By the time of the Civil War, cigarette use had become more popular. Federal tax was first imposed on cigarettes in 1864. Shortly afterward, development of the cigarette-manufacturing industry led to tobacco becoming a major U.S. product.
Concurrently, a populist health-reform movement led to early antismoking activity. From 1880 to 1920, this activity was largely motivated by moral and hygienic concerns rather than health issues.
The milder flue-cured tobacco blends used in cigarettes during the early 20th century made the smoke easier to inhale and increased nicotine absorption into the bloodstream.

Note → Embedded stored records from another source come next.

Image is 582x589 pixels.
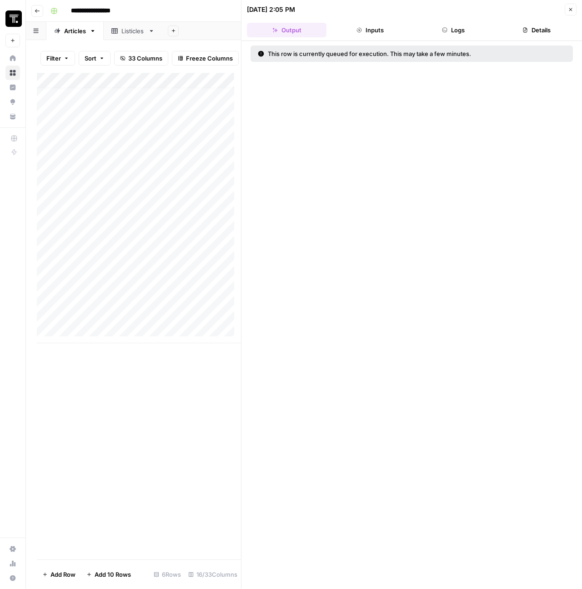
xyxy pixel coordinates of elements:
a: Settings [5,541,20,556]
div: Articles [64,26,86,35]
button: Details [497,23,577,37]
a: Usage [5,556,20,570]
span: Sort [85,54,96,63]
a: Insights [5,80,20,95]
div: 6 Rows [150,567,185,581]
span: Filter [46,54,61,63]
button: Add 10 Rows [81,567,136,581]
button: Filter [40,51,75,65]
button: Workspace: Thoughtspot [5,7,20,30]
button: Inputs [330,23,410,37]
a: Browse [5,65,20,80]
button: Add Row [37,567,81,581]
a: Your Data [5,109,20,124]
img: Thoughtspot Logo [5,10,22,27]
a: Opportunities [5,95,20,109]
div: Listicles [121,26,145,35]
span: 33 Columns [128,54,162,63]
a: Articles [46,22,104,40]
span: Freeze Columns [186,54,233,63]
span: Add 10 Rows [95,569,131,579]
div: [DATE] 2:05 PM [247,5,295,14]
span: Add Row [50,569,75,579]
div: This row is currently queued for execution. This may take a few minutes. [258,49,518,58]
button: Freeze Columns [172,51,239,65]
a: Home [5,51,20,65]
a: Listicles [104,22,162,40]
div: 16/33 Columns [185,567,241,581]
button: Help + Support [5,570,20,585]
button: Sort [79,51,111,65]
button: Logs [414,23,493,37]
button: Output [247,23,327,37]
button: 33 Columns [114,51,168,65]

During World War I, U.S. Army surgeons praised cigarettes for helping the wounded relax and easing their pain.
Smoking was first linked to lung cancer and other diseases in the late 1940s and early 1950s.
In 1956, the U.S. Surgeon General’s scientific study group determined that there was a causal relationship between excessive cigarette smoking and lung cancer.

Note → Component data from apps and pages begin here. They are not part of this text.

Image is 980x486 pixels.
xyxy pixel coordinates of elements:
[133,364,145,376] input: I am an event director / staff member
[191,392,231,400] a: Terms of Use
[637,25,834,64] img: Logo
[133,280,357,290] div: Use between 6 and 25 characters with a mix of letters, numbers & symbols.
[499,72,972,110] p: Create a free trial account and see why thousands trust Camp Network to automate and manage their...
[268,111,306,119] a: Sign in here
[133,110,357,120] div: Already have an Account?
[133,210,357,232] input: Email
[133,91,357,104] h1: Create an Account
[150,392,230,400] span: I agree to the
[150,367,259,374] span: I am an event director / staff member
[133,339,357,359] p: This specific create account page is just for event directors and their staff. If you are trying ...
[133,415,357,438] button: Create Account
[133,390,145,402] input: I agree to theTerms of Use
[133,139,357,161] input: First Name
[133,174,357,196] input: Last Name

In England, the 1962 Royal College of Physicians report emphasized smoking’s causative role in lung cancer.
Antismoking messages had a significant impact on cigarette sales; however, when cigarette advertising on television and radio was banned in 1969, antismoking messages were discontinued.
The 1972 Surgeon General’s report became the first of a series of science-based reports to identify environmental tobacco smoke (ETS) as a health risk to nonsmokers.
In 1973, Arizona became the first state to restrict smoking in a number of public places explicitly because ETS exposure is a public-health hazard.
By the mid-1970s, the federal government began administratively regulating smoking within government domains. In 1975, the U.S. Army and Navy stopped including cigarettes in rations for service members. Smoking was restricted in all federal government facilities in 1979 and was banned in the White House in 1993.
In 1988, Congress prohibited smoking on domestic commercial airline flights scheduled for two hours or less. By 1990, the ban was extended to all commercial U.S. flights.
In 1992, the U.S. Environmental Protection Agency (EPA) classified ETS as a Group A
carcinogen, the most dangerous class of carcinogens.
In 1994, Mississippi became the first state to sue the tobacco industry to recover Medicaid costs for tobacco-related illnesses, settling its suit in 1997. A total of 46 states eventually filed similar suits. Three other states settled individually with the tobacco industry—Florida (1997), Texas (1998), and Minnesota (1998).
On November 23, 1998, the tobacco industry approved a 46-state Master Settlement Agreement, the largest settlement in history, totaling nearly $206 billion to be paid through the year 2025. The settlement agreement contained a number of important public-health provisions.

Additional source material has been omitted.